I’m about to submit a book manuscript with a bibliography of nearly 600 references, and I need to correct many of the records in the Endnote library and then update in Word. However, many of the record numbers in the citations embedded in my Word document are out of sync with the numbers in my Endnote library. I wanted to solve this by exporting my Word citations to a Traveling Library, but apparently the record numbers of this library will not match the citations in the document.
I desperately need a solution other than using my existing Endnote library and manually correcting all the erroneous record numbers in my citations! Your suggestions will be very much appreciated.
Michael
(Longtime bibl-manager user, beginning with Papyrus 25+ years ago)
okay. I am not sure I understand. You have a document that is numbered but no endnote citations? or you have them as endnote citations (which is implied if you can export them to a travelling library?) or you used Word’s inbuilt referencing and are converting them to endnote? What kind of errors do you have?
Assuming you will have a library with all the records, and want to link it somewhat automated, with the existing document which doesn’t have endnote recognizable citations:
can you somehow search and replace to convert the non-endnoted numbers to a #no (for each one, including the groups of numbers, so 1-3 ends up as {#1}{#2}{#3} or {#1;#2;#3}. Are they individually cited already?
To get 600 records in order so record number match those in the document:
you can either drag and drop the citations one by one in the correct order to a new library.

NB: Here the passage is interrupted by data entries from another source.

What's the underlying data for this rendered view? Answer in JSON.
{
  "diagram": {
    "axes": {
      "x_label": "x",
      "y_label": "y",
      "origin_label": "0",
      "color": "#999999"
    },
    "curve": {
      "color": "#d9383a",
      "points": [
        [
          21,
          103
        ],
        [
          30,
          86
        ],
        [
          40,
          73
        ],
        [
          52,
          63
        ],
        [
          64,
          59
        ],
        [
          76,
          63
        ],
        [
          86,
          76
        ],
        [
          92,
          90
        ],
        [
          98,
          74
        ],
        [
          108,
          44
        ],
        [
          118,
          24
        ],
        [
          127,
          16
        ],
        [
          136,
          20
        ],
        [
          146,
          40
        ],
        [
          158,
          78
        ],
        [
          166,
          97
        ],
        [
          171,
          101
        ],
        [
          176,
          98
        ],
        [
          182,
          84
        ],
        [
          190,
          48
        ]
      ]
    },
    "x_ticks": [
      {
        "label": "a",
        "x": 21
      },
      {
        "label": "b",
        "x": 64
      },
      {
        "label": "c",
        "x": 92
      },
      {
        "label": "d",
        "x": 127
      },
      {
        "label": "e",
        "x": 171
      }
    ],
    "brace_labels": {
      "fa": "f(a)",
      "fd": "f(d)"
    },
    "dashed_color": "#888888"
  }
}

3 as an alternative, Or you can use an unused field (i use the label field) to type in the number but put a unique character before and after each number, or 001, 002, 003 and then sort on that field sort and then drag and drop them to the new library.

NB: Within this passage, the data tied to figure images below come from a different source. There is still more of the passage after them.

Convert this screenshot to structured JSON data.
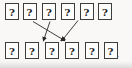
{
  "diagram": {
    "top_row": {
      "cells": [
        "?",
        "?",
        "?",
        "?",
        "?",
        "?"
      ]
    },
    "bottom_row": {
      "cells": [
        "?",
        "?",
        "?",
        "?",
        "?",
        "?"
      ]
    },
    "arrows": [
      {
        "name": "arrow-top-box2-to-bottom-box4",
        "from": "top-box-2",
        "to": "bottom-box-4",
        "x1": 33,
        "y1": 21.5,
        "x2": 64.5,
        "y2": 40.5
      },
      {
        "name": "arrow-top-box3-to-bottom-box3",
        "from": "top-box-3",
        "to": "bottom-box-3",
        "x1": 50,
        "y1": 21.5,
        "x2": 43.5,
        "y2": 40.5
      },
      {
        "name": "arrow-top-box5-to-bottom-box4",
        "from": "top-box-5",
        "to": "bottom-box-4",
        "x1": 78,
        "y1": 20.5,
        "x2": 62,
        "y2": 40.5
      }
    ],
    "trailing_punctuation": ","
  },
  "colors": {
    "background": "#f9f8f6",
    "box_border": "#3d3d3d",
    "box_fill": "#fdfdfc",
    "glyph": "#1b1b1b",
    "arrow": "#282828"
  }
}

I have LMW1XX LMW2XX LMW3XX … most fields are matched by endnote as “contains” rather than exact match, so otherwise 45 would match 45 and 245 … and 450, … etc. – but if you are sorting the field in the library view, that might not matter if you do the 001-600 manual numbering.
It is a lot, I know, and it might not really be any easier than biting the bullet and inserting each citation in the document, depending on how many times you cite each citation. (once each then it is 600 replacements, but 3 each is 1800 replacements.
I wish I could sit down with you and see what would be most efficient! You might PM me and we might be able to come up with something more user friendly once I know what you are starting with?
Thanks Leanne, I really apporeciate your helpful reply and readiness to follow up. Also, sorry I wasn’t clear enough about my problem.
In fact I just got off the phone with Tom at TR tech support, who worked through the problem with me hands-on - and it turns out not to be a problem.
Based on various web postings by EN users and my own observations, I was under the impression that:
(1)A Traveling Library created from the citations in a Word doc will have different record numbers to those embedded in the EN citation markers in the document. THIS IS TRUE.
(2)Consequently, if references are edited in the Traveling Library and the user then attempts to “Update Citations and Bibl” in Word, EN will be unable to sync because of the disparity in record numbers, and will require the user to manually match each Word citatioon to a record in the EN library. THIS IS NOT TRUE!
It turns out that if the user does an Update in Word immediately after exporting to a Traveling Library, EN is able match the citations in the document to the records in the library even though the record numbers remain discrepant. Tom added that if a group of people working on the same document share a Traveling Library, they will also have no issues syncing their document to this library, providing they perform an Update with the Traveling Library before doing anything else.
Two caveats that were emphasized:
(1)ONLY the Traveling Library should be open in Endnote.
(2)If Endnote citations are unformatted in the Word document, it will no longer be able to sync with the Traveling Library. (The readon being that under these circumstances, Endnote’s ONLY way of syncing is by record number.)